Fitting an AccuSpark
After the failings of several condensers, I picked up a little AccuSpark unit at the Classic Car Show at the NEC. I finally got around to fitting it and it turned out to be pretty easy.
The unit replaces both the points and the condenser, hopefully making for little or no maintenance issues behind the dizzy cap. The little kit cost around £30 and comes with the base-plate with sensor attached, a trigger ring with integral rotor arm, a separate trigger ring to let you re-use your existing rotor arm, all the wiring ready to go and a little sachet of silicon paste to apply to the bottom of the unit before installing.
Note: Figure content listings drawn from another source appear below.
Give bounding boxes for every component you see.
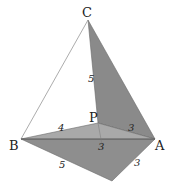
vertex-label-c: C [82, 5, 92, 20]
vertex-label-b: B [9, 138, 19, 153]
edge-label-pa: 3 [128, 122, 134, 133]
face-pca [88, 20, 155, 139]
edge-label-pc: 5 [88, 73, 94, 84]
edge-label-pd: 3 [98, 141, 104, 152]
vertex-label-a: A [154, 138, 165, 153]
edge-label-pb: 4 [57, 122, 64, 133]
edge-label-ad: 3 [134, 157, 140, 168]
tetrahedron-diagram: C P A B 5 4 3 3 5 3 [0, 0, 178, 188]
edge-bc [21, 20, 88, 139]
edge-label-bd: 5 [59, 159, 65, 170]
vertex-label-p: P [89, 110, 98, 125]
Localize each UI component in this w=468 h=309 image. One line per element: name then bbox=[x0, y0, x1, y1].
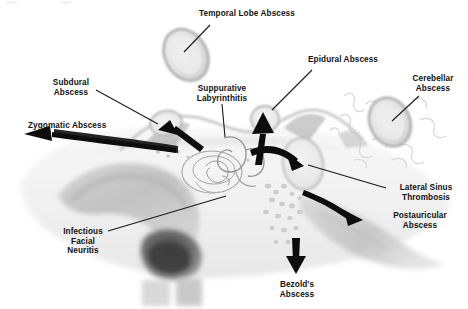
lower-bone-strips bbox=[142, 278, 202, 306]
scan-artifact-right bbox=[61, 1, 71, 4]
label-suppurative-labyrinthitis[interactable]: Suppurative Labyrinthitis bbox=[192, 84, 252, 103]
label-zygomatic-abscess[interactable]: Zygomatic Abscess bbox=[28, 121, 120, 131]
label-subdural-abscess[interactable]: Subdural Abscess bbox=[40, 78, 102, 97]
anatomical-illustration bbox=[0, 0, 468, 309]
subdural-leader bbox=[96, 90, 158, 124]
label-bezolds-abscess[interactable]: Bezold's Abscess bbox=[268, 280, 326, 299]
label-postauricular-abscess[interactable]: Postauricular Abscess bbox=[383, 211, 457, 230]
label-infectious-facial-neuritis[interactable]: Infectious Facial Neuritis bbox=[55, 227, 111, 256]
label-temporal-lobe-abscess[interactable]: Temporal Lobe Abscess bbox=[195, 9, 299, 19]
epidural-leader bbox=[272, 70, 312, 110]
label-epidural-abscess[interactable]: Epidural Abscess bbox=[308, 55, 398, 65]
temporal-lobe-abscess-mass bbox=[155, 21, 217, 88]
cerebellar-abscess-mass bbox=[362, 91, 419, 153]
diagram-canvas: Temporal Lobe Abscess Subdural Abscess Z… bbox=[0, 0, 468, 309]
label-lateral-sinus-thrombosis[interactable]: Lateral Sinus Thrombosis bbox=[388, 183, 464, 202]
scan-artifact-left bbox=[6, 1, 17, 4]
label-cerebellar-abscess[interactable]: Cerebellar Abscess bbox=[404, 74, 462, 93]
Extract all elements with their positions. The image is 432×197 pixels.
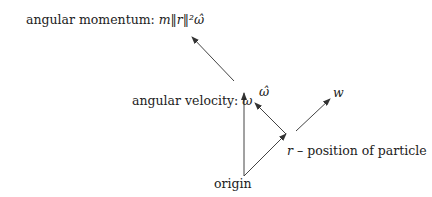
w-arrow: [296, 99, 330, 131]
angular-velocity-text: angular velocity:: [132, 93, 242, 108]
origin-label: origin: [214, 178, 252, 191]
angular-momentum-label: angular momentum: m‖r‖²ω̂: [26, 14, 204, 27]
angular-momentum-text: angular momentum:: [26, 12, 159, 27]
omega-hat-label: ω̂: [259, 86, 269, 99]
angular-velocity-label: angular velocity: ω: [132, 95, 252, 108]
w-symbol: w: [333, 85, 344, 100]
angular-momentum-arrow: [192, 37, 234, 81]
position-label: r – position of particle: [287, 145, 427, 158]
omega-hat-arrow: [255, 103, 286, 134]
position-text: – position of particle: [293, 143, 427, 158]
origin-text: origin: [214, 176, 252, 191]
w-label: w: [333, 87, 344, 100]
angular-velocity-symbol: ω: [242, 93, 252, 108]
omega-hat-symbol: ω̂: [259, 84, 269, 99]
angular-momentum-formula: m‖r‖²ω̂: [159, 12, 205, 27]
position-arrow: [244, 134, 286, 176]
Fitting the unit is straightforward, I have a ballast coil which AccuSpark recommends you test to make sure has a resistance of no less than 1.4 Ohms. I checked mine and it read 1.5, so I could do the 'easy fit'! I did have to remove one wire from the coil on the + side to make room for the extra wire (the red one) coming from the dizzy. This was a coil radio suppressor which stops radio interference; I'll live without it for a while and see if it makes any difference not having that - they apparently didn't work so well anyway. The other wire (black) from the unit takes the place of the old black wire to the neg. side of the coil. The earth cable inside the dizzy is simply reattached in the same place it was before (I say simply, but if you've tried working on a B's dizzy in-place you know it isn't simple!).
I threw my old points, condenser, rotor and base-plate into the boot as emergency spares as they don't take up any room.
First fire-up seemed to have quite a difference. It started up easier and needed less choke, so that appears to be a good start. Next proper run will test this out for sure.